The original 812 is a deeply austere take on the practical diver. IWC took their cal 8541 with its Pellaton winding mechanism from the Ingenieur, modified a 37mm super compressor case courtesy of Enicar, and went to town. There’s something about its dial which is vaguely tuxedo-adjacent but with more practicality. Its signed dual fish crowns are uber-cool and the whole package just feels like they got it right from the start. Production numbers of this first generation Aquatimer were low, but not recorded. They were produced under references 812 and later 1812. There were many dial variations, both all-black and all-white, white-circled black, and its inverse.
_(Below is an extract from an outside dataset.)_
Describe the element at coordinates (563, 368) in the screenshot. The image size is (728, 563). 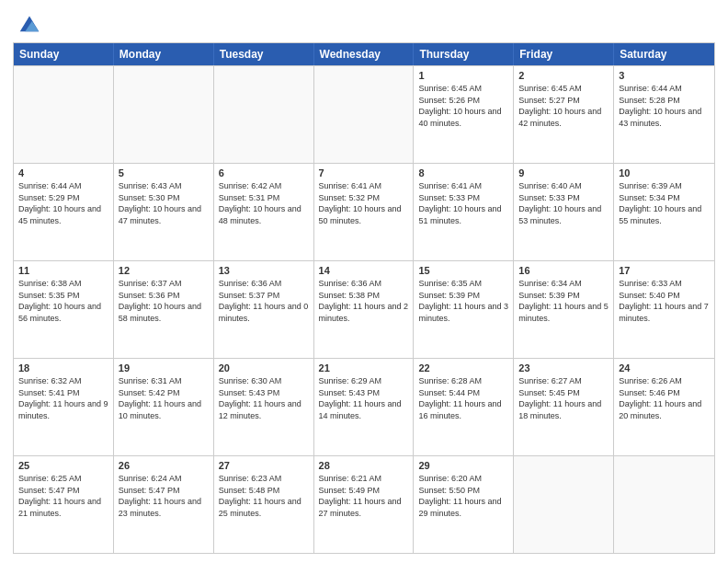
I see `day-number: 23` at that location.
This is a latter production example marked out by an applied IWC above a longhand signature, dating to ’69. Think of it really as Bauhaus black-tie over a wetsuit.
And this example is a dream, we hear the story often but this really is a full set that’s been sitting in a safe. It comes from the son of a collector who bought it whilst a pilot for Lufthansa, but didn’t wear it often. It’s been sparsely worn since. That shows, it’s one of the best examples we’ve seen. If you want to know how a perfectly aged original 1812 looks in 2023, this is your museum. And when we say full set: hang tag with serial, all the certificates and booklets, with both original Gay Freres bracelet and IWC tropic rubber.
There is an entire sphere of watchmaking I enjoy deeply which falls under the heading ‘forgotten-could-have-been-greats’. The 812 and 1812 represent an unashamedly brilliant start, both in aesthetics, proportion, technical calibre, and sheer unfussy practicality. A return to form would be welcome.
I normally comment on condition in this section but it’s almost not worth it here. It’s great, every detail is great, correct, unpolished case. It comes from a well-regarded German retailer.